Description:
The brain’s neurons, connections, and lobes don’t work in isolation. Functions and information are processed by many different areas of the brain that are connected by axons (“white matter”) and other structures that form circuits of information exchange. When these circuits are interrupted, whether by seizures or by epilepsy surgery, issues with attention, social cognition, and learning can occur. Understanding how your child’s brain circuits have been interrupted will help you advocate for their educational success, as well as help you understand their behaviors and challenges. Here, Dr. Lucina Uddin discusses brain circuits at the 2017 Pediatric Epilepsy Surgery Conference and Family Reunion.
Dr. Lucina Uddin’s research focuses on the relationship between brain connectivity and cognition in typical and atypical development. Within a cognitive neuroscience framework, her research combines functional connectivity analyses of resting-state functional magnetic resonance imaging data and structural connectivity analyses of diffusion tensor imaging data to examine the organization of large-scale brain networks supporting attention and social cognition. Her current research focuses on understanding dynamic network interactions underlying social information processing in neurodevelopmental disorders such as autism.
Dr. Uddin was one of several neuroscientists who presented at the 2014 scientific symposium on neuroplasticity after cerebral hemispherectomy organized and hosted by The Brain Recovery Project.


**What the task asks**
Exclude the pictures and repeat all of the data exactly.

---------- Data to use

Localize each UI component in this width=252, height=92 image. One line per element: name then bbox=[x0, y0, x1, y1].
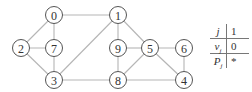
table-row-j: j 1 bbox=[210, 24, 249, 38]
svg-text:0: 0 bbox=[51, 9, 57, 23]
svg-text:9: 9 bbox=[115, 42, 121, 56]
node-7: 7 bbox=[46, 40, 63, 57]
svg-text:6: 6 bbox=[181, 42, 187, 56]
svg-text:5: 5 bbox=[147, 42, 153, 56]
svg-text:3: 3 bbox=[51, 74, 57, 88]
node-8: 8 bbox=[110, 72, 127, 89]
table-row-vj: vj 0 bbox=[210, 38, 249, 53]
svg-text:1: 1 bbox=[115, 9, 121, 23]
table-row-pj: Pj * bbox=[210, 53, 249, 68]
svg-text:2: 2 bbox=[18, 42, 24, 56]
row-header-j: j bbox=[210, 24, 227, 38]
row-header-pj: Pj bbox=[210, 54, 227, 68]
node-2: 2 bbox=[13, 40, 30, 57]
node-6: 6 bbox=[176, 40, 193, 57]
edge-3-1 bbox=[54, 15, 118, 80]
node-3: 3 bbox=[46, 72, 63, 89]
svg-text:4: 4 bbox=[181, 74, 187, 88]
svg-text:8: 8 bbox=[115, 74, 121, 88]
row-value-pj: * bbox=[227, 54, 249, 68]
label-table: j 1 vj 0 Pj * bbox=[210, 24, 249, 68]
row-value-vj: 0 bbox=[227, 39, 249, 53]
row-header-vj: vj bbox=[210, 39, 227, 53]
node-5: 5 bbox=[142, 40, 159, 57]
node-4: 4 bbox=[176, 72, 193, 89]
node-1: 1 bbox=[110, 7, 127, 24]
svg-text:7: 7 bbox=[51, 42, 57, 56]
node-9: 9 bbox=[110, 40, 127, 57]
row-value-j: 1 bbox=[227, 24, 249, 38]
node-0: 0 bbox=[46, 7, 63, 24]
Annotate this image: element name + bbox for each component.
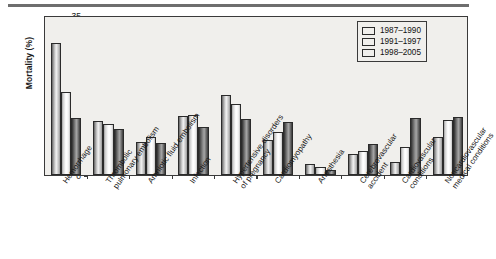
bar [305, 164, 315, 175]
legend-label: 1987–1990 [380, 26, 421, 35]
legend-swatch-1987-1990 [362, 27, 375, 35]
bar-group [93, 17, 124, 175]
bar-group [221, 17, 252, 175]
bar [51, 43, 61, 175]
bar [93, 121, 103, 175]
legend-label: 1998–2005 [380, 48, 421, 57]
y-axis-title: Mortality (%) [24, 8, 34, 118]
legend-item: 1991–1997 [362, 36, 421, 47]
bar-group [305, 17, 336, 175]
top-rule [8, 4, 469, 7]
legend-item: 1987–1990 [362, 25, 421, 36]
chart-legend: 1987–1990 1991–1997 1998–2005 [357, 21, 427, 62]
bar-group [51, 17, 82, 175]
legend-swatch-1991-1997 [362, 38, 375, 46]
bar [61, 92, 71, 175]
bar-group [178, 17, 209, 175]
legend-label: 1991–1997 [380, 37, 421, 46]
x-axis-labels: HemorrhageThrombolic pulmonary embolismA… [44, 178, 477, 259]
legend-item: 1998–2005 [362, 47, 421, 58]
bar [348, 154, 358, 175]
legend-swatch-1998-2005 [362, 49, 375, 57]
bar [221, 95, 231, 175]
bar [231, 104, 241, 175]
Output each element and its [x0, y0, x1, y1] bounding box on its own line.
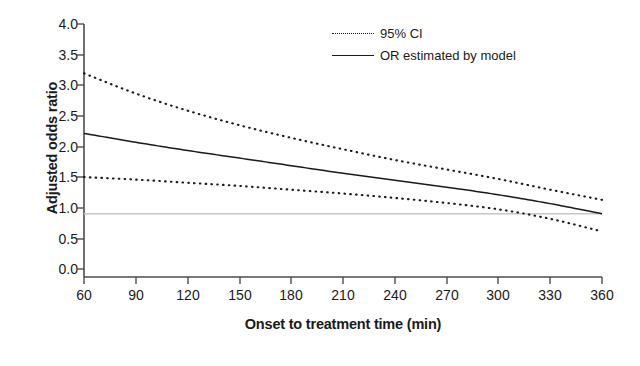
figure-odds-ratio-chart: Adjusted odds ratio 4.0 3.5 3.0 2.5 2.0 … — [0, 0, 640, 366]
x-axis-ticks — [84, 277, 602, 284]
y-axis-ticks — [77, 24, 84, 269]
series-ci-upper — [84, 73, 602, 200]
caption-artifact — [0, 352, 640, 366]
series-ci-lower — [84, 177, 602, 231]
series-or-estimate — [84, 133, 602, 213]
data-series-group — [84, 73, 602, 231]
plot-canvas — [0, 0, 640, 366]
axis-lines — [84, 24, 602, 277]
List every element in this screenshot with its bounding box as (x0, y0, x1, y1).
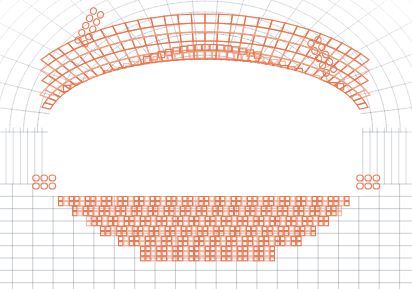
fem-mesh-figure (0, 0, 412, 289)
mesh-canvas (0, 0, 412, 289)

--------------------

**Task response**
Localize each UI component in this width=252, height=92 image. One line per element: name then bbox=[x0, y0, x1, y1].
table-row-j: j 1 bbox=[210, 24, 249, 38]
svg-text:0: 0 bbox=[51, 9, 57, 23]
svg-text:9: 9 bbox=[115, 42, 121, 56]
node-7: 7 bbox=[46, 40, 63, 57]
svg-text:6: 6 bbox=[181, 42, 187, 56]
svg-text:5: 5 bbox=[147, 42, 153, 56]
svg-text:3: 3 bbox=[51, 74, 57, 88]
node-8: 8 bbox=[110, 72, 127, 89]
table-row-vj: vj 0 bbox=[210, 38, 249, 53]
svg-text:1: 1 bbox=[115, 9, 121, 23]
table-row-pj: Pj * bbox=[210, 53, 249, 68]
svg-text:2: 2 bbox=[18, 42, 24, 56]
row-header-j: j bbox=[210, 24, 227, 38]
row-header-pj: Pj bbox=[210, 54, 227, 68]
node-2: 2 bbox=[13, 40, 30, 57]
node-6: 6 bbox=[176, 40, 193, 57]
edge-3-1 bbox=[54, 15, 118, 80]
node-3: 3 bbox=[46, 72, 63, 89]
svg-text:4: 4 bbox=[181, 74, 187, 88]
svg-text:8: 8 bbox=[115, 74, 121, 88]
row-value-pj: * bbox=[227, 54, 249, 68]
label-table: j 1 vj 0 Pj * bbox=[210, 24, 249, 68]
row-value-vj: 0 bbox=[227, 39, 249, 53]
row-header-vj: vj bbox=[210, 39, 227, 53]
node-5: 5 bbox=[142, 40, 159, 57]
node-4: 4 bbox=[176, 72, 193, 89]
node-1: 1 bbox=[110, 7, 127, 24]
svg-text:7: 7 bbox=[51, 42, 57, 56]
node-9: 9 bbox=[110, 40, 127, 57]
row-value-j: 1 bbox=[227, 24, 249, 38]
node-0: 0 bbox=[46, 7, 63, 24]
Annotate this image: element name + bbox for each component.
bar [305, 164, 315, 175]
legend-label: 1987–1990 [380, 26, 421, 35]
legend-swatch-1987-1990 [362, 27, 375, 35]
bar-group [93, 17, 124, 175]
bar-group [221, 17, 252, 175]
bar [51, 43, 61, 175]
bar [93, 121, 103, 175]
legend-label: 1998–2005 [380, 48, 421, 57]
y-axis-title: Mortality (%) [24, 8, 34, 118]
legend-item: 1991–1997 [362, 36, 421, 47]
bar-group [305, 17, 336, 175]
top-rule [8, 4, 469, 7]
legend-item: 1987–1990 [362, 25, 421, 36]
chart-legend: 1987–1990 1991–1997 1998–2005 [357, 21, 427, 62]
bar-group [51, 17, 82, 175]
legend-swatch-1991-1997 [362, 38, 375, 46]
bar [61, 92, 71, 175]
bar-group [178, 17, 209, 175]
legend-label: 1991–1997 [380, 37, 421, 46]
x-axis-labels: HemorrhageThrombolic pulmonary embolismA… [44, 178, 477, 259]
legend-item: 1998–2005 [362, 47, 421, 58]
bar [348, 154, 358, 175]
legend-swatch-1998-2005 [362, 49, 375, 57]
bar [221, 95, 231, 175]
bar [231, 104, 241, 175]
Output each element and its [x0, y0, x1, y1] bounding box on its own line.
figure-odds-ratio-chart: Adjusted odds ratio 4.0 3.5 3.0 2.5 2.0 … — [0, 0, 640, 366]
x-axis-ticks — [84, 277, 602, 284]
y-axis-ticks — [77, 24, 84, 269]
series-ci-upper — [84, 73, 602, 200]
caption-artifact — [0, 352, 640, 366]
series-ci-lower — [84, 177, 602, 231]
series-or-estimate — [84, 133, 602, 213]
data-series-group — [84, 73, 602, 231]
plot-canvas — [0, 0, 640, 366]
axis-lines — [84, 24, 602, 277]
List every element in this screenshot with its bounding box as (x0, y0, x1, y1).
fem-mesh-figure (0, 0, 412, 289)
mesh-canvas (0, 0, 412, 289)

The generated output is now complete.